Enhancing Graph Collaborative Filtering with FourierKAN Feature Transformation
Jinfeng Xu, Zheyu Chen, Jinze Li, Shuo Yang, Wei Wang, Xiping Hu, Edith Ngai
TL;DR
This work reevaluates the role of feature transformation in graph-based collaborative filtering and introduces FourierKAN-GCF, which replaces traditional MLP-based transformations with Fourier Kolmogorov-Arnold Networks to enhance representation while easing training. By removing the need for heavy transform matrices and employing a Fourier-coefficient-based activation, the model achieves superior performance over common GCF backbones and remains compatible with advanced self-supervised backbones. Ablations and sensitivity analyses demonstrate the effectiveness and tunability of FourierKAN, particularly through the grid size g and dropout strategies. The proposed approach offers a practical, scalable path to stronger graph-based recommendations across diverse datasets.
Abstract
Graph Collaborative Filtering (GCF) has emerged as a dominant paradigm in modern recommendation systems, excelling at modeling complex user-item interactions and capturing high-order collaborative signals through graph-structured learning. Most existing GCF models predominantly rely on simplified graph architectures like LightGCN, which strategically remove feature transformation and activation functions from vanilla graph convolution networks. Through systematic analysis, we reveal that feature transformation in message propagation can enhance model representation, though at the cost of increased training difficulty. To this end, we propose FourierKAN-GCF, a novel GCN framework that adopts Fourier Kolmogorov-Arnold Networks as efficient transformation modules within graph propagation layers. This design enhances model representation while decreasing training difficulty. Our FourierKAN-GCF can achieve higher recommendation performance than most widely used GCF backbone models. In addition, it can be integrated into existing advanced self-supervised models as a backbone, replacing their original backbone to achieve enhanced performance. Extensive experiments on three public datasets demonstrate the superiority of FourierKAN-GCF.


What this task involves:
Each line below that carries the string "stacked" must appear in the answer.

Stored items:

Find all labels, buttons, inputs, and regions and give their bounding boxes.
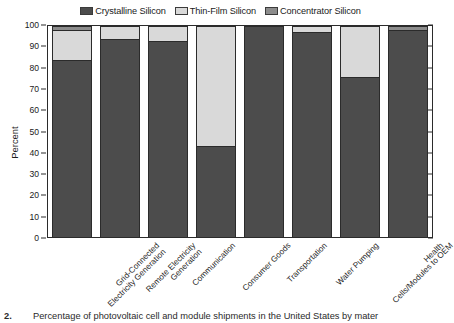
y-axis-tick-label: 100 [25, 21, 39, 30]
y-axis-tick-mark [41, 88, 46, 89]
y-axis-title: Percent [9, 103, 20, 183]
y-axis-tick-mark-right [428, 152, 433, 153]
stacked-bar[interactable] [196, 26, 236, 237]
y-axis-tick-mark-right [428, 46, 433, 47]
legend-label-crystalline-silicon: Crystalline Silicon [95, 6, 166, 16]
stacked-bar[interactable] [340, 26, 380, 237]
bar-segment[interactable] [389, 30, 427, 237]
bar-segment[interactable] [245, 26, 283, 237]
y-axis-tick-mark-right [428, 216, 433, 217]
y-axis-tick-mark [41, 110, 46, 111]
figure-caption-number: 2. [4, 310, 12, 322]
stacked-bar[interactable] [388, 26, 428, 237]
x-axis-tick-label: Water Pumping [335, 241, 381, 287]
y-axis-tick-label: 80 [29, 63, 39, 72]
y-axis-tick-mark-right [428, 25, 433, 26]
bar-segment[interactable] [101, 26, 139, 39]
x-axis-tick-label: Consumer Goods [241, 241, 293, 293]
stacked-bar[interactable] [244, 26, 284, 237]
bar-column[interactable] [148, 26, 188, 237]
y-axis-tick-mark-right [428, 195, 433, 196]
bar-column[interactable] [196, 26, 236, 237]
bar-segment[interactable] [341, 77, 379, 237]
bar-segment[interactable] [341, 26, 379, 77]
bar-segment[interactable] [197, 26, 235, 146]
bar-column[interactable] [244, 26, 284, 237]
legend-swatch-concentrator-silicon [265, 7, 278, 15]
bar-segment[interactable] [149, 26, 187, 41]
y-axis-tick-mark-right [428, 174, 433, 175]
y-axis-tick-label: 60 [29, 106, 39, 115]
y-axis-tick-mark [41, 174, 46, 175]
y-axis-tick-label: 70 [29, 85, 39, 94]
y-axis-tick-mark [41, 46, 46, 47]
y-axis-tick-mark-right [428, 238, 433, 239]
bar-column[interactable] [340, 26, 380, 237]
stacked-bar[interactable] [100, 26, 140, 237]
plot-area [47, 25, 433, 238]
y-axis-tick-mark-right [428, 110, 433, 111]
x-axis-tick-label: Cells/Modules to OEM [390, 241, 454, 305]
bar-column[interactable] [52, 26, 92, 237]
bar-group [48, 26, 432, 237]
legend-label-concentrator-silicon: Concentrator Silicon [280, 6, 361, 16]
y-axis-tick-mark [41, 152, 46, 153]
chart-legend: Crystalline Silicon Thin-Film Silicon Co… [0, 6, 441, 16]
legend-entry-crystalline-silicon[interactable]: Crystalline Silicon [80, 6, 166, 16]
y-axis-tick-mark-right [428, 88, 433, 89]
y-axis-tick-mark-right [428, 67, 433, 68]
bar-segment[interactable] [149, 41, 187, 237]
bar-segment[interactable] [197, 146, 235, 237]
bar-column[interactable] [292, 26, 332, 237]
y-axis-tick-label: 10 [29, 212, 39, 221]
legend-swatch-crystalline-silicon [80, 7, 93, 15]
y-axis-tick-mark [41, 195, 46, 196]
y-axis: Percent 0102030405060708090100 [0, 25, 47, 238]
y-axis-tick-mark [41, 238, 46, 239]
stacked-bar[interactable] [292, 26, 332, 237]
stacked-bar[interactable] [148, 26, 188, 237]
y-axis-tick-label: 50 [29, 127, 39, 136]
y-axis-tick-label: 0 [34, 234, 39, 243]
legend-swatch-thin-film-silicon [175, 7, 188, 15]
bar-column[interactable] [388, 26, 428, 237]
bar-segment[interactable] [53, 60, 91, 237]
y-axis-tick-label: 30 [29, 170, 39, 179]
y-axis-tick-label: 40 [29, 149, 39, 158]
y-axis-tick-mark [41, 67, 46, 68]
y-axis-tick-label: 20 [29, 191, 39, 200]
y-axis-tick-mark [41, 216, 46, 217]
bar-segment[interactable] [101, 39, 139, 237]
bar-column[interactable] [100, 26, 140, 237]
y-axis-tick-label: 90 [29, 42, 39, 51]
figure-caption-text: Percentage of photovoltaic cell and modu… [33, 310, 378, 322]
bar-segment[interactable] [293, 32, 331, 237]
x-axis-labels: Grid-ConnectedElectricity GenerationRemo… [47, 239, 433, 303]
legend-label-thin-film-silicon: Thin-Film Silicon [190, 6, 256, 16]
y-axis-tick-mark [41, 25, 46, 26]
figure-caption: 2. Percentage of photovoltaic cell and m… [0, 310, 441, 323]
stacked-bar[interactable] [52, 26, 92, 237]
y-axis-tick-mark-right [428, 131, 433, 132]
legend-entry-concentrator-silicon[interactable]: Concentrator Silicon [265, 6, 361, 16]
y-axis-tick-mark [41, 131, 46, 132]
legend-entry-thin-film-silicon[interactable]: Thin-Film Silicon [175, 6, 256, 16]
bar-segment[interactable] [53, 30, 91, 60]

Response to the task:
stacked-bar[interactable] [196, 26, 236, 237]
stacked-bar[interactable] [340, 26, 380, 237]
stacked-bar[interactable] [388, 26, 428, 237]
stacked-bar[interactable] [244, 26, 284, 237]
stacked-bar[interactable] [100, 26, 140, 237]
stacked-bar[interactable] [292, 26, 332, 237]
stacked-bar[interactable] [148, 26, 188, 237]
stacked-bar[interactable] [52, 26, 92, 237]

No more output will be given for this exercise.